On September 9, a unanimous panel of the Ninth Circuit affirmed Judge Chen’s interpretation of the CFAA. According to the panel, it is inaccurate to call a scraper’s “access” to a website “unauthorized” simply because the scraper was told by the website operator not to visit: “Where the default is free access without authorization, in ordinary parlance one would characterize selective denial of access as a ban, not as a lack of ‘authorization.’" hiQ Labs, Inc. v. LinkedIn Corp., No. 17-16783, slip op. at 26 (9th Cir. Sept. 9, 2019).
The Ninth Circuit found that the legislative history of the CFAA supported its interpretation of the text. Id. at 26-29. The 1984 House report, for example, noted that the passage of the CFAA would prohibit conduct akin to “breaking and entering,” and the panel took the view that visiting a public site, even when explicitly prohibited by its owner, was not analogous to entering a building to commit a burglary. Id. at 28-29.
This dispute arose on a request for a preliminary injunction, so the court was merely required to decide whether hiQ had raised a “serious question” as to the strength of LinkedIn’s CFAA claim. But the Ninth Circuit’s statutory interpretation, in which it identified each factor as supporting its conclusion, leaves little doubt about its view that the CFAA has no application to public websites. A site operator seeking to protect information with the CFAA will likely need to shield it behind some technical barrier, such as a password authentication.
Website operators still have legal tools to deploy against web scrapers, as the Ninth Circuit noted, including a claim for trespass to chattels, breach of contract and copyright infringement. These claims may have their own challenges in the web scraping context, however. For example, damages may be difficult to establish on a trespass or breach of contract claim. See, for example, Intel v. Hamidi, 30 Cal. 4th 1342 (Cal. 2003). And the information that scrapers often compile may not be subject to copyright protection. Ticketmaster v. Tickets.com, No. CV997654, 2003 WL 21406289 (C.D. Cal. March 7, 2003).
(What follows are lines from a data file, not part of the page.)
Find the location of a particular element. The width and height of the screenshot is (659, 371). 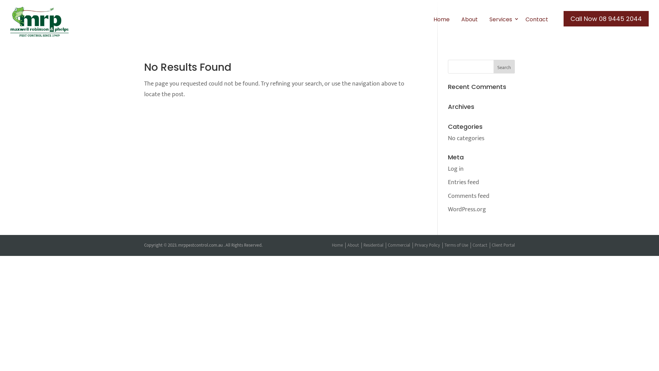

Home is located at coordinates (337, 245).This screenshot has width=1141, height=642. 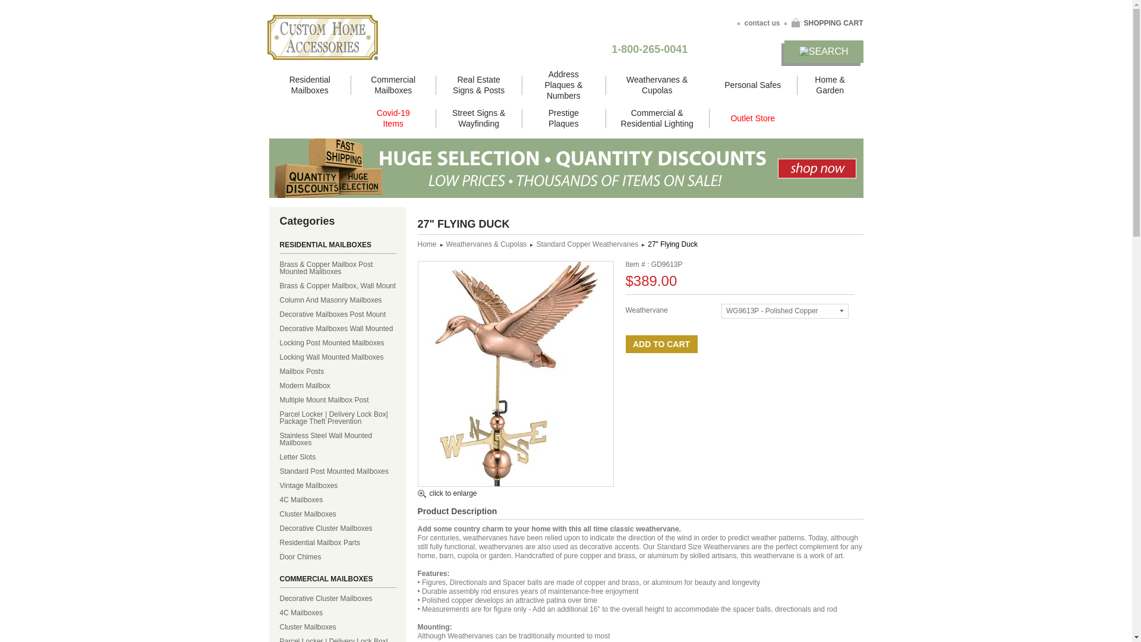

Another potential alternative to the CFAA may be California’s state-law corollary, the California Comprehensive Computer Data Access and Fraud Act (CDAFA), codified at California Penal Code § 502. Like the CFAA, the CDAFA has long been invoked against web scrapers, and the Ninth Circuit has previously said that it sweeps more broadly than the CFAA in ways that may have yielded a different result under the Ninth Circuit’s analysis in hiQ. See, for example, United States v. Christensen, 828 F.3d 763, 789 (9th Cir. 2016). However, Judge Chen indicated that he would have reached the same conclusion under the CDAFA, and other courts have said that it too requires a visitor to a public website to overcome some technical barrier. See, for example, Enki Corp. v. Freedman, No. 13–cv–2201–PSG, 2014 WL 261798, at *3 (N.D. Cal. Jan. 23, 2014).